A was at this bar talking to the bartender, sharing bartender stories. She had a way of putting out a sexualized energy that she was mostly unaware of. It wasn’t flirting, it leap-frogged right over flirting. As a fellow male, I got a bead on the bartender’s mindset right away: It was early in the evening, so this girl wasn’t likely to still be around later on. But if she was, going home with her would be no big problem. If I had told A that he was thinking that, she would have denied it, and denied that any messages of the sort were traveling through the air. But, females of the species, you gotta stop imagining that you know better than we do about what’s going on in the male sphere. It’s not complicated, and it’s not ambiguous, and we can see it lit up like the Vegas fucking strip.
So I roll up, and A’s initial review of my haircut was pretty tepid. My hair’s natural curl made it curve up in the back, and she said I looked like a peacock. At this point, the bartender’s vibe changed to vague disappointment. I obviously had this chick locked down, because she wasn’t exactly fawning over me, but she was clearly still gonna leave with me. Only the groundwork I’d previously laid was allowing me to so easily sweep her out of there.
I can’t remember what we did that night, but probably waited in line to squeeze into some japanese restaurant that was way too busy. She took me to some great restaurants, but the constant waiting, then rushing of New York life is a real fucking drag.
The next morning we went to brunch with A’s friend, who worked at a restaurant owned by slightly-famed restauranteur Keith McNally. I’d never heard of him before, but apparently New Yorkers know him. So that was a weird way to be introduced: “This is the guy with the same name as your boss.” I kept my hat on over the hawk, and we sat around drinking coffee and mimosas. When A went to the bathroom, I asked her friend what she thought of my haircut.
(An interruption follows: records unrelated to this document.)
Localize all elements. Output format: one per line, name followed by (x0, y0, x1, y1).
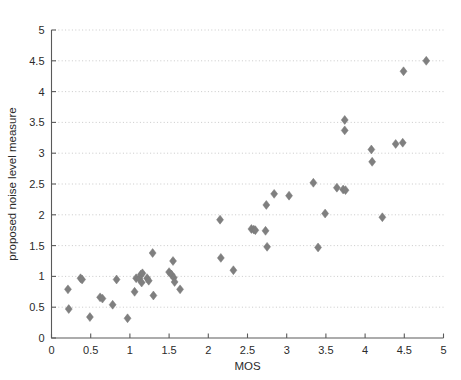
y-tick-label-10: 5 (38, 24, 44, 36)
data-point (322, 209, 329, 218)
data-point (262, 226, 269, 235)
data-point (341, 126, 348, 135)
data-point (315, 243, 322, 252)
data-point (263, 200, 270, 209)
data-point (333, 183, 340, 192)
x-tick-label-7: 3.5 (318, 344, 333, 356)
y-tick-label-7: 3.5 (29, 116, 44, 128)
data-point (113, 275, 120, 284)
data-point (379, 213, 386, 222)
y-tick-marks-group (52, 30, 57, 338)
y-tick-labels-group: 00.511.522.533.544.55 (29, 24, 44, 344)
data-point (109, 300, 116, 309)
data-point (423, 56, 430, 65)
x-tick-label-0: 0 (48, 344, 54, 356)
data-point (64, 285, 71, 294)
data-point (177, 285, 184, 294)
data-point (150, 291, 157, 300)
data-point (65, 305, 72, 314)
data-point (230, 266, 237, 275)
x-axis-title: MOS (234, 360, 261, 372)
x-tick-labels-group: 00.511.522.533.544.55 (48, 344, 446, 356)
y-tick-label-3: 1.5 (29, 240, 44, 252)
x-tick-label-8: 4 (362, 344, 368, 356)
x-tick-label-3: 1.5 (161, 344, 176, 356)
x-tick-label-5: 2.5 (240, 344, 255, 356)
y-tick-label-0: 0 (38, 332, 44, 344)
gridlines-group (52, 30, 444, 307)
data-point (400, 67, 407, 76)
data-point (264, 242, 271, 251)
data-point (399, 138, 406, 147)
x-tick-label-6: 3 (284, 344, 290, 356)
data-point (149, 249, 156, 258)
x-tick-label-1: 0.5 (83, 344, 98, 356)
x-tick-marks-group (52, 334, 444, 339)
x-tick-label-2: 1 (127, 344, 133, 356)
data-point (170, 257, 177, 266)
data-point (217, 253, 224, 262)
data-point (369, 157, 376, 166)
y-axis-title: proposed noise level measure (6, 107, 18, 260)
data-point (131, 287, 138, 296)
y-tick-label-1: 0.5 (29, 301, 44, 313)
x-tick-label-4: 2 (205, 344, 211, 356)
data-point (124, 314, 131, 323)
data-point (286, 191, 293, 200)
y-tick-label-4: 2 (38, 209, 44, 221)
y-tick-label-9: 4.5 (29, 55, 44, 67)
data-point (86, 313, 93, 322)
x-tick-label-9: 4.5 (397, 344, 412, 356)
scatter-plot-figure: 00.511.522.533.544.55 00.511.522.533.544… (0, 0, 461, 380)
data-point (217, 215, 224, 224)
data-point (341, 115, 348, 124)
y-tick-label-8: 4 (38, 86, 44, 98)
data-points-group (64, 56, 429, 322)
data-point (368, 145, 375, 154)
data-point (271, 189, 278, 198)
chart-canvas: 00.511.522.533.544.55 00.511.522.533.544… (0, 0, 461, 380)
y-tick-label-5: 2.5 (29, 178, 44, 190)
y-tick-label-2: 1 (38, 270, 44, 282)
data-point (392, 140, 399, 149)
data-point (310, 178, 317, 187)
x-tick-label-10: 5 (440, 344, 446, 356)
y-tick-label-6: 3 (38, 147, 44, 159)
She said she didn’t love it. So I decided to keep it for another week, but its days were clearly numbered.
That day was so fantastically hot that I traveled from Manhattan all the way home to Flushing and didn’t have to piss at all. Normally I have to piss all the time, and coffee and mimosas don’t help. It was supernatural, how hot is was. All the liquid in my body just evaporated. My roommate Mike and our friend Spooky were in Corona Park doing a clown job, so I cut through on the way home trying to find them. But I didn’t see them, probably because they melted.
Quick post-script: The next time I saw A, my head was newly shaved, and she was a little taken aback. She said I shouldn’t “bic my head”, because it made me look like a skinhead. Once we got to her neighborhood in Bushwick, I saw what she meant. In Canada, that wouldn’t have been any kind of a thing. But in America, I seemed like some weird racist.
Which also reminds me - post-post-script: When Mike had a mohawk later on, some guy in Queens tried to give him white-power literature, and invited him to a meeting. I’m not saying America is full of racists. Just that a never-ending string of racist things happen there, all the time. I think that’s fair to say.